Time tracking for retail shops in Spain: how to do it well
A guide to recording working time in shops and small retail businesses with shifts, campaigns, cover staff and part-time employees.
In a shop, time tracking can look simple until morning and afternoon shifts, campaign cover, special openings or a sudden absence arrive. If records live in a notebook at the counter, gaps and doubts soon appear.
Retail needs a clock-in process that is fast for the team and useful for whoever reviews hours. It is not enough to know that the shop opened: the business needs to know who worked, when, in which location and with which changes.
If you manage several points of sale, read our guide to shift rotas for multiple stores.
Why retail gets complicated
Small retail often combines part-time hours, split shifts, managers covering gaps and campaigns with heavier workloads. During sales, Christmas or specific promotions, overtime and rota changes can multiply.
Not every shop works the same way either. A neighbourhood shop, a small franchise and a business with two locations need different levels of control, but they share one requirement: clock-ins need to be easy and organised.
Clock-ins by shift and location
Each employee should record the start and finish of their shift. If there is a split shift, the system should allow several clock-ins in the same day. If someone works in another shop, the record should be linked to the correct location.
That location split avoids mixing incidents. It also helps managers know who is present in each shop and detect missing clock-ins before the end of the day.
Counter tablet or mobile app
Two models work well in retail. The first is a tablet in kiosk mode, placed at the counter or in a staff area, so each person clocks in with PIN or QR. The second is the mobile app, useful for managers or employees moving between locations.
The right choice depends on the business routine. If everyone enters through the same workplace, a kiosk reduces friction. If there are movements or several stores, combining kiosk and mobile adds flexibility.
Campaigns and overtime
Retail campaigns create more hours, last-minute changes and temporary cover. If those adjustments are written manually, it is easy to lose control of what was actually worked.
A digital system can help review accumulated hours, detect days that run long and export data for administration. That reduces disputes at the end of the campaign and helps plan the next one better.
Part-time contracts
Part-time employees are common in shops. That makes a clear record especially important. Hours worked should be justifiable and comparable with planned time, without relying on memory or scattered messages.
When employees can review their own clock-ins, questions also decrease. If a finish is missing or a break is wrong, the incident can be corrected before month end.
Common mistakes
The first mistake is using a notebook at the till that gets filled in when there is time. On a busy day, nobody remembers. The second is reviewing every clock-in at month end, when context has already disappeared.
It is also common to mix planning and records. The rota says what should happen; clock-ins show what happened. They should connect, but they are not the same thing.
How Woblip fits
Woblip supports clock-ins from app, PIN, QR or kiosk, multi-site teams, rotas, incidents, shift swaps and exportable reports. For shops with several locations, that helps review hours by workplace without splitting information across separate sheets.
FAQ
Do I need to record campaign staff?
Yes, if they have an employment contract. A short campaign does not remove the need to record working time.
Can I use a shared tablet in the shop?
Yes, as long as each person identifies themselves individually and the record is linked to their working day.
What if someone covers another shop?
The clock-in should identify the workplace where it happened. That lets you review hours and incidents by location.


#### What the task requires
Set down every entry once more, exactly as it appears.

#### Record extracts
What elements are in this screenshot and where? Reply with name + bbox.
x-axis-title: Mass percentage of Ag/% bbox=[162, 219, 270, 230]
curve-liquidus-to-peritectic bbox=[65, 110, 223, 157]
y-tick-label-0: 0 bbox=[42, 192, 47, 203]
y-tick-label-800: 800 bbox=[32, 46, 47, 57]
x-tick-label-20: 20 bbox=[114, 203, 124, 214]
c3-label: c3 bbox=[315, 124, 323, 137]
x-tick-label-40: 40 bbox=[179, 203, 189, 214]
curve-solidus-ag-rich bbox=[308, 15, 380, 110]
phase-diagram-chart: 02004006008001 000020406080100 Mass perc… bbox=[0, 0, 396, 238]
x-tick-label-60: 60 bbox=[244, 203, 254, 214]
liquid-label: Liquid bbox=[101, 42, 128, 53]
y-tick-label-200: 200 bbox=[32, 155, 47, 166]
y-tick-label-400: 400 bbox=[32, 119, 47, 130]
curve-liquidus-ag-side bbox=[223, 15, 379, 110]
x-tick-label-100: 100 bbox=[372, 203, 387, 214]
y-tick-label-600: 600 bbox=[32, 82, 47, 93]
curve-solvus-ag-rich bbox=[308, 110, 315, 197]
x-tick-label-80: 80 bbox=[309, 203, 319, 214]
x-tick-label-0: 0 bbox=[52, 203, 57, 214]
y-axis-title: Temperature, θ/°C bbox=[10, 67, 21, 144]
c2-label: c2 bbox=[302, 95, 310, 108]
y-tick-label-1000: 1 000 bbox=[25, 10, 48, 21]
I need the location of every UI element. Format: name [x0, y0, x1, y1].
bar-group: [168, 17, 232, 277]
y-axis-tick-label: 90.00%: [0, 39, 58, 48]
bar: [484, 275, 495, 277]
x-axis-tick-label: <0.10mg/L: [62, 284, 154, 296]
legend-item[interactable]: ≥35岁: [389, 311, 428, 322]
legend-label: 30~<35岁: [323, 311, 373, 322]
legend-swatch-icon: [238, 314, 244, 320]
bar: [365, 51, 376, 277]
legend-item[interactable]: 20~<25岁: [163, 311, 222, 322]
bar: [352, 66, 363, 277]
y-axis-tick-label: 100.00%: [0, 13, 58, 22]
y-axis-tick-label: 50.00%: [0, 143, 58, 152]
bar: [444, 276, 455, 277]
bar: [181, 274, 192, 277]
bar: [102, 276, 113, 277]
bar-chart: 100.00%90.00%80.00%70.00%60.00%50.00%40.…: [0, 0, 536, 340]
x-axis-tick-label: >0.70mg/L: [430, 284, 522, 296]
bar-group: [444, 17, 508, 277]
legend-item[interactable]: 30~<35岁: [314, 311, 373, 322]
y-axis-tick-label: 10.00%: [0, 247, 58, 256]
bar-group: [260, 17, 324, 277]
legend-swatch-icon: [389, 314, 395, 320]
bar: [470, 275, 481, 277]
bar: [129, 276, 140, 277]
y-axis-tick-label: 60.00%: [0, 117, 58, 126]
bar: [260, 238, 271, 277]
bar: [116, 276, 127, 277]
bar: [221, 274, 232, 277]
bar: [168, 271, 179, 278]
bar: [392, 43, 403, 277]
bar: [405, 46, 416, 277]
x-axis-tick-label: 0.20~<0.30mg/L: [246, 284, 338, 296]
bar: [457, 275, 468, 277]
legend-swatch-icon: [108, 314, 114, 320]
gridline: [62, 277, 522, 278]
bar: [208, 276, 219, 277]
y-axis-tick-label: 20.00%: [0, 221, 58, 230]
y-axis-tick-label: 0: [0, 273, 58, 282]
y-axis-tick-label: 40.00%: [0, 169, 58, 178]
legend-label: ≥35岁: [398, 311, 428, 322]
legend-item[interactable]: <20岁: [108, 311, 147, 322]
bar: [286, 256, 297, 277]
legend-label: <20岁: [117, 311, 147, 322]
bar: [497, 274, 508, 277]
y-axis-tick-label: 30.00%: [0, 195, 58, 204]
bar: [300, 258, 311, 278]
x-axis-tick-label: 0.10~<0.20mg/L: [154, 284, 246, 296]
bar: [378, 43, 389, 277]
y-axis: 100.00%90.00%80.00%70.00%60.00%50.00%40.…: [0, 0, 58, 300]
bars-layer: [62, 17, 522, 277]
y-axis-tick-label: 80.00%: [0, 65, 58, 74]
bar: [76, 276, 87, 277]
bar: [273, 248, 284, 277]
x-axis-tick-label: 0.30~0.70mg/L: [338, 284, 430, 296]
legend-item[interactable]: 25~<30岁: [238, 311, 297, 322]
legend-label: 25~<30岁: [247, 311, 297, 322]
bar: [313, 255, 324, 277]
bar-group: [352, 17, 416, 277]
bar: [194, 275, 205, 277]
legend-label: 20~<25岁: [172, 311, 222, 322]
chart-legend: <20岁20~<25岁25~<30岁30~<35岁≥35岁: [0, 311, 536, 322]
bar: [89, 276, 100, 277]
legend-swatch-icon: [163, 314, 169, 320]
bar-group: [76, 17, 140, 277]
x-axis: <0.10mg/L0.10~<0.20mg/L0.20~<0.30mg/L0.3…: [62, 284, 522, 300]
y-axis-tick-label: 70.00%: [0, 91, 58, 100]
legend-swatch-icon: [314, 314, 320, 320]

#### Your solution
What elements are in this screenshot and where? Reply with name + bbox.
x-axis-title: Mass percentage of Ag/% bbox=[162, 219, 270, 230]
curve-liquidus-to-peritectic bbox=[65, 110, 223, 157]
y-tick-label-0: 0 bbox=[42, 192, 47, 203]
y-tick-label-800: 800 bbox=[32, 46, 47, 57]
x-tick-label-20: 20 bbox=[114, 203, 124, 214]
c3-label: c3 bbox=[315, 124, 323, 137]
x-tick-label-40: 40 bbox=[179, 203, 189, 214]
curve-solidus-ag-rich bbox=[308, 15, 380, 110]
phase-diagram-chart: 02004006008001 000020406080100 Mass perc… bbox=[0, 0, 396, 238]
x-tick-label-60: 60 bbox=[244, 203, 254, 214]
liquid-label: Liquid bbox=[101, 42, 128, 53]
y-tick-label-200: 200 bbox=[32, 155, 47, 166]
y-tick-label-400: 400 bbox=[32, 119, 47, 130]
curve-liquidus-ag-side bbox=[223, 15, 379, 110]
x-tick-label-100: 100 bbox=[372, 203, 387, 214]
y-tick-label-600: 600 bbox=[32, 82, 47, 93]
curve-solvus-ag-rich bbox=[308, 110, 315, 197]
x-tick-label-80: 80 bbox=[309, 203, 319, 214]
x-tick-label-0: 0 bbox=[52, 203, 57, 214]
y-axis-title: Temperature, θ/°C bbox=[10, 67, 21, 144]
c2-label: c2 bbox=[302, 95, 310, 108]
y-tick-label-1000: 1 000 bbox=[25, 10, 48, 21]
I need the location of every UI element. Format: name [x0, y0, x1, y1].
bar-group: [168, 17, 232, 277]
y-axis-tick-label: 90.00%: [0, 39, 58, 48]
bar: [484, 275, 495, 277]
x-axis-tick-label: <0.10mg/L: [62, 284, 154, 296]
legend-item[interactable]: ≥35岁: [389, 311, 428, 322]
legend-label: 30~<35岁: [323, 311, 373, 322]
legend-swatch-icon: [238, 314, 244, 320]
bar: [365, 51, 376, 277]
legend-item[interactable]: 20~<25岁: [163, 311, 222, 322]
bar: [352, 66, 363, 277]
y-axis-tick-label: 100.00%: [0, 13, 58, 22]
y-axis-tick-label: 50.00%: [0, 143, 58, 152]
bar: [444, 276, 455, 277]
bar: [181, 274, 192, 277]
bar: [102, 276, 113, 277]
bar-chart: 100.00%90.00%80.00%70.00%60.00%50.00%40.…: [0, 0, 536, 340]
x-axis-tick-label: >0.70mg/L: [430, 284, 522, 296]
bar-group: [444, 17, 508, 277]
legend-item[interactable]: 30~<35岁: [314, 311, 373, 322]
y-axis-tick-label: 10.00%: [0, 247, 58, 256]
bar-group: [260, 17, 324, 277]
legend-swatch-icon: [389, 314, 395, 320]
bar: [470, 275, 481, 277]
bar: [129, 276, 140, 277]
y-axis-tick-label: 60.00%: [0, 117, 58, 126]
bar: [260, 238, 271, 277]
bar: [116, 276, 127, 277]
bar: [221, 274, 232, 277]
bar: [168, 271, 179, 278]
bar: [392, 43, 403, 277]
bar: [405, 46, 416, 277]
x-axis-tick-label: 0.20~<0.30mg/L: [246, 284, 338, 296]
bar: [457, 275, 468, 277]
legend-swatch-icon: [108, 314, 114, 320]
gridline: [62, 277, 522, 278]
bar: [208, 276, 219, 277]
y-axis-tick-label: 20.00%: [0, 221, 58, 230]
y-axis-tick-label: 0: [0, 273, 58, 282]
y-axis-tick-label: 40.00%: [0, 169, 58, 178]
legend-label: ≥35岁: [398, 311, 428, 322]
legend-item[interactable]: <20岁: [108, 311, 147, 322]
bar: [286, 256, 297, 277]
legend-label: <20岁: [117, 311, 147, 322]
bar: [497, 274, 508, 277]
y-axis-tick-label: 30.00%: [0, 195, 58, 204]
bar: [300, 258, 311, 278]
x-axis-tick-label: 0.10~<0.20mg/L: [154, 284, 246, 296]
bar: [378, 43, 389, 277]
y-axis: 100.00%90.00%80.00%70.00%60.00%50.00%40.…: [0, 0, 58, 300]
bars-layer: [62, 17, 522, 277]
y-axis-tick-label: 80.00%: [0, 65, 58, 74]
bar: [76, 276, 87, 277]
bar: [273, 248, 284, 277]
x-axis-tick-label: 0.30~0.70mg/L: [338, 284, 430, 296]
legend-item[interactable]: 25~<30岁: [238, 311, 297, 322]
legend-label: 25~<30岁: [247, 311, 297, 322]
bar: [313, 255, 324, 277]
bar-group: [352, 17, 416, 277]
bar: [194, 275, 205, 277]
legend-label: 20~<25岁: [172, 311, 222, 322]
chart-legend: <20岁20~<25岁25~<30岁30~<35岁≥35岁: [0, 311, 536, 322]
bar: [89, 276, 100, 277]
legend-swatch-icon: [163, 314, 169, 320]
bar-group: [76, 17, 140, 277]
x-axis: <0.10mg/L0.10~<0.20mg/L0.20~<0.30mg/L0.3…: [62, 284, 522, 300]
y-axis-tick-label: 70.00%: [0, 91, 58, 100]
legend-swatch-icon: [314, 314, 320, 320]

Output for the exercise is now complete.